Mark Van Putten
Founder and president of ConservationStrategy© LLC and former CEO of the National Wildlife Federation.
When Professor Croley called me to ask if I would be interested in participating in the Public Interest/Public Service Faculty Fellows Program, I jumped at the chance. I am a 1982 grad of the Law School and I owe my whole career to this institution. I got involved with the Environmental Law Society as a first-year student and found a supportive group of fellow students who were interested in the same issues as I was. I received funding from SFF for my first job with an environmental group - the West Michigan Environmental Action Council. Most important, I found a mentor in Professor Joe Sax, who then taught Environmental Law. I'm convinced that I received every job I had in my career because of his guidance and because Professor Sax vouched for me at every step of the way.
After Law School, the National Wildlife Federation hired me to open their Great Lakes regional office based in Ann Arbor. It began as a one-person office and, when I left 14 years later to move to D.C. and become NWF's President & CEO, it had grown to a staff of over 20 and five full-time attorneys. I served as NWF President for nearly eight years during interesting times for the national environmental movement - President Clinton's second term and President George W. Bush's first term. I left NWF to launch my own environmental policy consulting firm, ConservationStrategy, and have an interesting mix of clients, including environmental groups, foundations that fund environmental advocacy and, even, the Federal Highway Administration!
Although UM Law School equipped me well for my career, I've learned that public interest advocacy involves much more than one's knowledge of the law. It involves knowledge of the public policy process and of politics; it involves coalition building and grassroots organizing; and it involves the use of the media to communicate an organization's goals. Like other social change movements, the environmental movement has gone through several distinct phases in its brief 30-year history. My class will examine public policy advocacy through the lens of the environmental movement. We will look at the development of environmental law and of the environmental movement in the context of other social-change movements and will examine some of the recurring issues involved in integrating science and law in making public policy. While we'll learn some environmental law along the way, the primary focus will be on the role of public interest groups in the formulation of policy with some informed speculation about what the future holds in this regard.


Instructions to follow >>
Take every entry below and copy it out word for word.

===== Source data =====

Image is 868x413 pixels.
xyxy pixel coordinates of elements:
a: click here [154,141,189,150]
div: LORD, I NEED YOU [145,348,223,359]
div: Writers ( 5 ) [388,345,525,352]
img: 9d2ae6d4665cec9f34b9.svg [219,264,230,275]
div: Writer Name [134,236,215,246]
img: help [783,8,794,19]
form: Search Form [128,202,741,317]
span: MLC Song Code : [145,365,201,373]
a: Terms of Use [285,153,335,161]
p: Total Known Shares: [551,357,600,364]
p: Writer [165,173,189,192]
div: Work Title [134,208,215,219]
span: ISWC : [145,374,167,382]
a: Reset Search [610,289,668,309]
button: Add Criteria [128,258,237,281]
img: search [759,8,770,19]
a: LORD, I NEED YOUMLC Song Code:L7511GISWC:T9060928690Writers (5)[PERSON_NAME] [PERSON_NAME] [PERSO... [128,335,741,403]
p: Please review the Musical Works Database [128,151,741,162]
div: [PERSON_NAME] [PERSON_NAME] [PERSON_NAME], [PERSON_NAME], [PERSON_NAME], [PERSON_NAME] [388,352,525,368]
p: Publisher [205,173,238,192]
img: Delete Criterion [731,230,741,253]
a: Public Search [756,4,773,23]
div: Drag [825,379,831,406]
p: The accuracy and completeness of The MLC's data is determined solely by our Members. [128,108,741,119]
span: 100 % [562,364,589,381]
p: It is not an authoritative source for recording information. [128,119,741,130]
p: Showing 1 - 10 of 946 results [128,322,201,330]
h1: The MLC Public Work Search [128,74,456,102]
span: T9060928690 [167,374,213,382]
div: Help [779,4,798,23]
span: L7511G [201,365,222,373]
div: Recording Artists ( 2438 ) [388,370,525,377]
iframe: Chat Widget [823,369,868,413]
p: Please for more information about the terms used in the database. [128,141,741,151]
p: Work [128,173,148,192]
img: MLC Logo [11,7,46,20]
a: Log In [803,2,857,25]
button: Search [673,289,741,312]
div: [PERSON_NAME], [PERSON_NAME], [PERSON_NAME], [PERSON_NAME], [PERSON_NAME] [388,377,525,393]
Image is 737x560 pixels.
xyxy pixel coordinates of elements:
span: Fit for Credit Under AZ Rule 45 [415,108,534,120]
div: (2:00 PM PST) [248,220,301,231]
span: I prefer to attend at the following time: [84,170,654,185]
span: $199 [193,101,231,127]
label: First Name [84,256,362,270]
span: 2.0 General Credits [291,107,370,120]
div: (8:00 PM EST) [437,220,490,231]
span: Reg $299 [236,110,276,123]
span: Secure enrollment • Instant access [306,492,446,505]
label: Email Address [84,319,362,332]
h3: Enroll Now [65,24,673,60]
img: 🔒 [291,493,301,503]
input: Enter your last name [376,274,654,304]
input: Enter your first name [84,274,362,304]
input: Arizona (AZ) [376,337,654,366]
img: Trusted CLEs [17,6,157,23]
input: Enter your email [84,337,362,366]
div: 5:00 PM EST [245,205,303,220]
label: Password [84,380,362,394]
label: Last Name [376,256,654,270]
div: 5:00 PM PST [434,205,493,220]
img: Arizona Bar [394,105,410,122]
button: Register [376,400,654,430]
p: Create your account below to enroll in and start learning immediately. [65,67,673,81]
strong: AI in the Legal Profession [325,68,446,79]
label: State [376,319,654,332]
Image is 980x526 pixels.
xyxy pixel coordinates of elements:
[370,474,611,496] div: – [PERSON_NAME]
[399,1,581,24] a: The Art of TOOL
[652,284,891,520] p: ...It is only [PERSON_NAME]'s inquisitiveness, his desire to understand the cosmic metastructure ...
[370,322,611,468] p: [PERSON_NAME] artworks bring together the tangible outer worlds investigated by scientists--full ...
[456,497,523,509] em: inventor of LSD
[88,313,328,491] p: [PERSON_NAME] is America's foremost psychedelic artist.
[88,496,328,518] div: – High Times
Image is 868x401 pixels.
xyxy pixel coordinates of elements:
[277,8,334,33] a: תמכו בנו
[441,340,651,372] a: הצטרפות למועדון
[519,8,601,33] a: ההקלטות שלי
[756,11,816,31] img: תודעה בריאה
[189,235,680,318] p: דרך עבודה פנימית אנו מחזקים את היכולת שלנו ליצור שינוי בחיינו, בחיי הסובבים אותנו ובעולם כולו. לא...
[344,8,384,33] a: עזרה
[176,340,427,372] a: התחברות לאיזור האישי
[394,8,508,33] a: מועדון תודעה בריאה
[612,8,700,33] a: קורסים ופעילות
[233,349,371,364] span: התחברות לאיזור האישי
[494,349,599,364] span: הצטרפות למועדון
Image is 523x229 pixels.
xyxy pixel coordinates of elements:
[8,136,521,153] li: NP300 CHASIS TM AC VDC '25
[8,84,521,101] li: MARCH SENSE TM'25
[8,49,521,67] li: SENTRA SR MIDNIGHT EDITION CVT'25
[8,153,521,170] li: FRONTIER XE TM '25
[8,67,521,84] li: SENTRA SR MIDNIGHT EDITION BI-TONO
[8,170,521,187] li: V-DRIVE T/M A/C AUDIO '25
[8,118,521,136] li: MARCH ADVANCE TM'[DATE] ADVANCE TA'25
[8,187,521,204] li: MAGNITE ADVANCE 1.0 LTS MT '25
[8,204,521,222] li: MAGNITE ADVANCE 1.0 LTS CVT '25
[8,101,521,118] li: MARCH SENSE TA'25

=====

Task solution >>
Image is 868x413 pixels.
xyxy pixel coordinates of elements:
a: click here [154,141,189,150]
div: LORD, I NEED YOU [145,348,223,359]
div: Writers ( 5 ) [388,345,525,352]
img: 9d2ae6d4665cec9f34b9.svg [219,264,230,275]
div: Writer Name [134,236,215,246]
img: help [783,8,794,19]
form: Search Form [128,202,741,317]
span: MLC Song Code : [145,365,201,373]
a: Terms of Use [285,153,335,161]
p: Total Known Shares: [551,357,600,364]
p: Writer [165,173,189,192]
div: Work Title [134,208,215,219]
span: ISWC : [145,374,167,382]
a: Reset Search [610,289,668,309]
button: Add Criteria [128,258,237,281]
img: search [759,8,770,19]
a: LORD, I NEED YOUMLC Song Code:L7511GISWC:T9060928690Writers (5)[PERSON_NAME] [PERSON_NAME] [PERSO... [128,335,741,403]
p: Please review the Musical Works Database [128,151,741,162]
div: [PERSON_NAME] [PERSON_NAME] [PERSON_NAME], [PERSON_NAME], [PERSON_NAME], [PERSON_NAME] [388,352,525,368]
p: Publisher [205,173,238,192]
img: Delete Criterion [731,230,741,253]
a: Public Search [756,4,773,23]
div: Drag [825,379,831,406]
p: The accuracy and completeness of The MLC's data is determined solely by our Members. [128,108,741,119]
span: 100 % [562,364,589,381]
p: It is not an authoritative source for recording information. [128,119,741,130]
p: Showing 1 - 10 of 946 results [128,322,201,330]
h1: The MLC Public Work Search [128,74,456,102]
span: T9060928690 [167,374,213,382]
div: Help [779,4,798,23]
span: L7511G [201,365,222,373]
div: Recording Artists ( 2438 ) [388,370,525,377]
iframe: Chat Widget [823,369,868,413]
p: Please for more information about the terms used in the database. [128,141,741,151]
p: Work [128,173,148,192]
img: MLC Logo [11,7,46,20]
a: Log In [803,2,857,25]
button: Search [673,289,741,312]
div: [PERSON_NAME], [PERSON_NAME], [PERSON_NAME], [PERSON_NAME], [PERSON_NAME] [388,377,525,393]
Image is 737x560 pixels.
xyxy pixel coordinates of elements:
span: Fit for Credit Under AZ Rule 45 [415,108,534,120]
div: (2:00 PM PST) [248,220,301,231]
span: I prefer to attend at the following time: [84,170,654,185]
span: $199 [193,101,231,127]
label: First Name [84,256,362,270]
span: 2.0 General Credits [291,107,370,120]
div: (8:00 PM EST) [437,220,490,231]
span: Reg $299 [236,110,276,123]
span: Secure enrollment • Instant access [306,492,446,505]
label: Email Address [84,319,362,332]
h3: Enroll Now [65,24,673,60]
img: 🔒 [291,493,301,503]
input: Enter your last name [376,274,654,304]
input: Enter your first name [84,274,362,304]
input: Arizona (AZ) [376,337,654,366]
img: Trusted CLEs [17,6,157,23]
input: Enter your email [84,337,362,366]
div: 5:00 PM EST [245,205,303,220]
label: Password [84,380,362,394]
label: Last Name [376,256,654,270]
div: 5:00 PM PST [434,205,493,220]
img: Arizona Bar [394,105,410,122]
button: Register [376,400,654,430]
p: Create your account below to enroll in and start learning immediately. [65,67,673,81]
strong: AI in the Legal Profession [325,68,446,79]
label: State [376,319,654,332]
Image is 980x526 pixels.
xyxy pixel coordinates of elements:
[370,474,611,496] div: – [PERSON_NAME]
[399,1,581,24] a: The Art of TOOL
[652,284,891,520] p: ...It is only [PERSON_NAME]'s inquisitiveness, his desire to understand the cosmic metastructure ...
[370,322,611,468] p: [PERSON_NAME] artworks bring together the tangible outer worlds investigated by scientists--full ...
[456,497,523,509] em: inventor of LSD
[88,313,328,491] p: [PERSON_NAME] is America's foremost psychedelic artist.
[88,496,328,518] div: – High Times
Image is 868x401 pixels.
xyxy pixel coordinates of elements:
[277,8,334,33] a: תמכו בנו
[441,340,651,372] a: הצטרפות למועדון
[519,8,601,33] a: ההקלטות שלי
[756,11,816,31] img: תודעה בריאה
[189,235,680,318] p: דרך עבודה פנימית אנו מחזקים את היכולת שלנו ליצור שינוי בחיינו, בחיי הסובבים אותנו ובעולם כולו. לא...
[344,8,384,33] a: עזרה
[176,340,427,372] a: התחברות לאיזור האישי
[394,8,508,33] a: מועדון תודעה בריאה
[612,8,700,33] a: קורסים ופעילות
[233,349,371,364] span: התחברות לאיזור האישי
[494,349,599,364] span: הצטרפות למועדון
Image is 523x229 pixels.
xyxy pixel coordinates of elements:
[8,136,521,153] li: NP300 CHASIS TM AC VDC '25
[8,84,521,101] li: MARCH SENSE TM'25
[8,49,521,67] li: SENTRA SR MIDNIGHT EDITION CVT'25
[8,153,521,170] li: FRONTIER XE TM '25
[8,67,521,84] li: SENTRA SR MIDNIGHT EDITION BI-TONO
[8,170,521,187] li: V-DRIVE T/M A/C AUDIO '25
[8,118,521,136] li: MARCH ADVANCE TM'[DATE] ADVANCE TA'25
[8,187,521,204] li: MAGNITE ADVANCE 1.0 LTS MT '25
[8,204,521,222] li: MAGNITE ADVANCE 1.0 LTS CVT '25
[8,101,521,118] li: MARCH SENSE TA'25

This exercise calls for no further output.